Radicals do not have anything to do with meaning.
I'll start off with a rather lengthy correction to a common misconception. Radicals (部首, literally section 部 header 首) are just a dictionary organisation tool, specifically used for texts which collate and refer to a large collection of characters, serving as the head of each section of a dictionary. They are functionally equivalent to first letters of English words, as English dictionaries organise words under the first letter of each word.
When characters were originally created, there was no such thing as dictionaries, and certainly then there was no such thing as radicals. Since dictionaries must categorise all characters in use under a dictionary section header, the radicals of a significant number of characters were arbitrarily forced on to them, and really have nothing to do with the character's functionality. For example, see Radical 3 「⼂」, with meaning terminal punctuation mark:
Radical meaning
《說文》:「『丶』,有所絶止,『丶』而識之也」
"「⼂」, if there is a place of termination, 「⼂」 is that which marks this place."
Radical sound
「主」 (Mandarin: zhǔ)
Characters grouped under this radical:
- 「丷」, handwritten form of two strokes which may appear as 「八」 in print shapes
- 「丸」, wán, small round object
- 「丹」, dān, cinnabar (the colour)
This is not to deny that a large number of characters do have radicals which appear to hint at the character's meaning, but this is far from a rule. 「始」 is one such character, but using proper terminology, we do not use the word radical to describe 「女」 in 「始」; rather, this meaning hint is called a semantic component.
This terminology is not just a matter of being pedantic, as many (semantic) components are not radicals at all. For example,
The character 「哥」 (to sing, now complexified into 「歌」) is made up from two simultaneously semantic and phonetic 「可」 (to sing). 「可」 is not a radical.
This is an example of complexification by piling on more components due to overuse/phonetic loaning: To sing was originally written as 「可」, but since this character became phonetically borrowed for the meaning can, able to, it was duplicated to form 「哥」, which later became borrowed for the meaning elder brother, so the meaning to sing was further complexified into 「歌」.
Now, for the rest of the query:
The rest of character 始 is composed of two other characters.
This is not correct: the rest of the character is only comprised of one other character. The character 「始」 is comprised of 「女」 and 「台」, not 「女」 and 「厶」 and 「口」 (you've performed recursive decomposition here, which generally is a very bad idea!). Don't worry about not getting this right, as this is not something you are expected to know intuitively - instead, you should rely on an accurate source of character breakdowns to give you this information. Bad reference material will not break down characters properly, and give you incorrect information.
「始」 (Baxter-Sagart OC: /*l̥əʔ/, elder sister, i.e. the "first female sibling" > initial, first) is comprised from semantic 「女」 (female) and phonetic 「台」 (/*lə/).
... only put there to help people pronounce the overall word 始, to provide additional meaning, or both?
In general, characters have an arbitrary number of components, and each one of these components could be for meaning, sound, or both. It's not up to you as a learner to figure out; it's up to a good reference material to tell you.
then why would there ever by more than one additional character to indicate pronunciation? It seems one character would always be enough to provide help with pronunciation.
Because history is long, and characters may change over time in ways which reflect the contemporary language or change as a result of accumulating scribal errors. For example,
「耻」 (/*n̥rəʔ/, humiliation/shame) is made up from phonetic 「耳」 (/*C.nəʔ/) and phonetic 「止」 (/*təʔ/). The 「止」 part was from a series of shape corruptions from the original semantic component 「心」(heart, indicating emotions).
See What is the history of the character “耻”? for a more detailed treatment of the glyph origins.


Action item: Each line that includes "grid" must be copied from the records.

########

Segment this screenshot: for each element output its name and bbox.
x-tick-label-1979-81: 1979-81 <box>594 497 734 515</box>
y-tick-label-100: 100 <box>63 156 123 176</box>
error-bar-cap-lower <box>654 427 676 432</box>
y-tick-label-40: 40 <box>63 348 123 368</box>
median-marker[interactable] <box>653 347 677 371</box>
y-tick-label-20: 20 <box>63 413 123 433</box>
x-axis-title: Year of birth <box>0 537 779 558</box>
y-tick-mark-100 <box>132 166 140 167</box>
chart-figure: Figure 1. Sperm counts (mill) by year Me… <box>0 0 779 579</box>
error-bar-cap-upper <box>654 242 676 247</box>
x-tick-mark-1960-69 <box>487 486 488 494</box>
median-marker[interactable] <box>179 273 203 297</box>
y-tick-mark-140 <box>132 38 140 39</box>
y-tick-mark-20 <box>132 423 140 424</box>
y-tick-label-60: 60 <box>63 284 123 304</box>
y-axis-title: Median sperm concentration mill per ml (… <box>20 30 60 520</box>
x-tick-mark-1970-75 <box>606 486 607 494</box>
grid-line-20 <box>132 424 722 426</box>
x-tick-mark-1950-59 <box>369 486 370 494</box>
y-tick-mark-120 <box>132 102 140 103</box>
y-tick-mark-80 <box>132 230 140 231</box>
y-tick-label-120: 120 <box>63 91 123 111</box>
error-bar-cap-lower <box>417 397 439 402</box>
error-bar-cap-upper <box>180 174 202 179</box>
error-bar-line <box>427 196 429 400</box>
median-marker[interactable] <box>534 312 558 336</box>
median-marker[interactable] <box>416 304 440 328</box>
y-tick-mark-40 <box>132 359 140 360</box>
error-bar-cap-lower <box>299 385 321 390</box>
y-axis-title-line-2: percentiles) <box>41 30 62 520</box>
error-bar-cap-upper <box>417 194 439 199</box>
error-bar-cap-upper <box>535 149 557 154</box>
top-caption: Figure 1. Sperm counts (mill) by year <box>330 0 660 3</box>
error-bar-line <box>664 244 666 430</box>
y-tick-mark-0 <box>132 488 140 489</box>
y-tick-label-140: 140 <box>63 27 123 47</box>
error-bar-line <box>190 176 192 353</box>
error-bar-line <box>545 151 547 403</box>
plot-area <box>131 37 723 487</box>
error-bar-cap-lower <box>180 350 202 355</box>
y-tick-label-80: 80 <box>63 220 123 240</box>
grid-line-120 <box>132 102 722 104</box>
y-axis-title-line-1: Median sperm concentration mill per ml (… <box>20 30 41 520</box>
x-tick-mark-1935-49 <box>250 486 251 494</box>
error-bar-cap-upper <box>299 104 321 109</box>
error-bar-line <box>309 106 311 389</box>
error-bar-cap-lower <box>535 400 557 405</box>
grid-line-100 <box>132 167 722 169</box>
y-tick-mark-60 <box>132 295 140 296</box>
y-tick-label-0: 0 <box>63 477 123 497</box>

########

Solution below:
grid-line-20 <box>132 424 722 426</box>
grid-line-120 <box>132 102 722 104</box>
grid-line-100 <box>132 167 722 169</box>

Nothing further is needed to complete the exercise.